Examples are provided to illustrate real-world usage of words in context. Any opinions expressed do not reflect the views of Dictionary.com.

Some of the plants were not yet in bloom, their buds curled in pink, pointed spirals held in the pale green calices, but most were already star-flowering and giving off their strong scent.

From "Watership Down: A Novel" by Richard Adams

The top of the spire, all calices, the calyx being indeed, through all the veronicas, an important and persistent member.

From Proserpina, Volume 2 Studies Of Wayside Flowers by Ruskin, John

The motto, “Vesani calices quid non fecere,” a parody on the line, “Fecundi calices quem non fecere disertum?”

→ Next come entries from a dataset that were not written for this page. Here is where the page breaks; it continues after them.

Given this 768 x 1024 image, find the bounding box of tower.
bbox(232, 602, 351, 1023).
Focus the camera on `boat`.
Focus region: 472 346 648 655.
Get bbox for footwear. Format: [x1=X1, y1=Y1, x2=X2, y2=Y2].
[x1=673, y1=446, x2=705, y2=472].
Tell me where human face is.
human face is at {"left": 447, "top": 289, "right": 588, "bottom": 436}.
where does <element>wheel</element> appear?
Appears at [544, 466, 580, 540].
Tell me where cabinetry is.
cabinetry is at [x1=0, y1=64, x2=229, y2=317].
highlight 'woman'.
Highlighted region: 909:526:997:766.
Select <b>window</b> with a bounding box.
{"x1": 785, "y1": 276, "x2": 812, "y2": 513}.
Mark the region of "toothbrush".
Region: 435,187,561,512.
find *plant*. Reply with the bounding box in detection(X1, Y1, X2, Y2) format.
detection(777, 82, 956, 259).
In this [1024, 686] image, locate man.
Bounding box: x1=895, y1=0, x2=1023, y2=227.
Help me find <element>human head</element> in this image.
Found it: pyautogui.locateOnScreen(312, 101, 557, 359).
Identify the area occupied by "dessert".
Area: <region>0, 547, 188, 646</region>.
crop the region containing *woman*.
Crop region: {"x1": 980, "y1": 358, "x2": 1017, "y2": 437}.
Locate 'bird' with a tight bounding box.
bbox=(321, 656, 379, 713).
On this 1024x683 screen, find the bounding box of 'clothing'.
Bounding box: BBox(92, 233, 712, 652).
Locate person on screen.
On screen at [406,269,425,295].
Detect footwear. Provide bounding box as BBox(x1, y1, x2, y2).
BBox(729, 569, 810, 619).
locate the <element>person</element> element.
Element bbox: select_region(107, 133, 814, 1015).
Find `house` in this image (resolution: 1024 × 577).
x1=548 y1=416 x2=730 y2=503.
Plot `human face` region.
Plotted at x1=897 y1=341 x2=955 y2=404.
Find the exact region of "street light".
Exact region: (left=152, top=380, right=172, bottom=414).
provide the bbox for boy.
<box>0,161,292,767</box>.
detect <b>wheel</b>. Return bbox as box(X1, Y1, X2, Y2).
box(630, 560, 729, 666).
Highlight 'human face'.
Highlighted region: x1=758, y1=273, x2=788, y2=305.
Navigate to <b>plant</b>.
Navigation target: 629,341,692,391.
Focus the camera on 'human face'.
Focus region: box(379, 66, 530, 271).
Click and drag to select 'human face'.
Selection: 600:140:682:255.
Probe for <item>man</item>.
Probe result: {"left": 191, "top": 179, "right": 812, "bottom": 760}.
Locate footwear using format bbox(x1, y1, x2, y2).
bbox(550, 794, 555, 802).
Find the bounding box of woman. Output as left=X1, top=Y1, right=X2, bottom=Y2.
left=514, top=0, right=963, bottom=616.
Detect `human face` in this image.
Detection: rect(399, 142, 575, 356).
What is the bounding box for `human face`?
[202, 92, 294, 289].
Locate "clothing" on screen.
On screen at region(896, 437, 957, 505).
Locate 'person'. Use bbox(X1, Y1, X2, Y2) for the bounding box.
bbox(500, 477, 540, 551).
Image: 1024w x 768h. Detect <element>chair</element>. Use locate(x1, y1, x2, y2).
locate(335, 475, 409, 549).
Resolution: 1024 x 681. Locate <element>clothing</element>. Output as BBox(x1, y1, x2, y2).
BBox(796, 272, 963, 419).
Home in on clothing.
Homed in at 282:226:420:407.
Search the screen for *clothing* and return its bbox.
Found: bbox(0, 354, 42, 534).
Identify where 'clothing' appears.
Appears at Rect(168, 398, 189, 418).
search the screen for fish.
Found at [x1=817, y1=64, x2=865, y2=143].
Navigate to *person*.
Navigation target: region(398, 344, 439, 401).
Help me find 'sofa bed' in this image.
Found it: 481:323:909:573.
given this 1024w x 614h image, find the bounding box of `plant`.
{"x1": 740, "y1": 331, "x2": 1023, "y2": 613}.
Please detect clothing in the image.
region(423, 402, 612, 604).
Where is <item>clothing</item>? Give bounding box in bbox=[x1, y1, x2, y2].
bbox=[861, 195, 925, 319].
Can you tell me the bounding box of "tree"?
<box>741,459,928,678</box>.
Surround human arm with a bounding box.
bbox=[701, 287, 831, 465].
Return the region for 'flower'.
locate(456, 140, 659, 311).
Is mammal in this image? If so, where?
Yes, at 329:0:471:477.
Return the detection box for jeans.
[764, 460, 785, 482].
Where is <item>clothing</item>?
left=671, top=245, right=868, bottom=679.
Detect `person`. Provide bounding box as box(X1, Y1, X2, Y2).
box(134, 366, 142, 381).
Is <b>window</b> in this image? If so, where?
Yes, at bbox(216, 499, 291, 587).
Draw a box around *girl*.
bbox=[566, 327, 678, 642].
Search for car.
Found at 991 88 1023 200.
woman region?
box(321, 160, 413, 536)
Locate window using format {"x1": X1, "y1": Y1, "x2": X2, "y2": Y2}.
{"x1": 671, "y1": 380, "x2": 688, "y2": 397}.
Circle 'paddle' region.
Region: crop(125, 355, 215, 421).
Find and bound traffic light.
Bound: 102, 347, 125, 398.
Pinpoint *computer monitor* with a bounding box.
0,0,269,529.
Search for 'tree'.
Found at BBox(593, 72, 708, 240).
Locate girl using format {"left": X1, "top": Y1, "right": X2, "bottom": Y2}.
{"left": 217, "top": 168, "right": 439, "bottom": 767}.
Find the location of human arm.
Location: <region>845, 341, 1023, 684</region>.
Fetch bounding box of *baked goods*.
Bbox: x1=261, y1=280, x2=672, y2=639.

From The Dance of Death Exhibited in Elegant Engravings on Wood with a Dissertation on the Several Representations of that Subject but More Particularly on Those Ascribed to Macaber and Hans Holbein by Douce, Francis

Oswego Tea; Bee Balm; Indian's Plume; Fragrant Balm; Mountain Mint Monarda didyma Flowers—Scarlet, clustered in a solitary, terminal, rounded head of dark-red calices, with leafy bracts below it.

From Wild Flowers Worth Knowing by Blanchan, Neltje

Towards evening every bird became silent, the flowers closed their calices, the leaves of the trees hung limply down.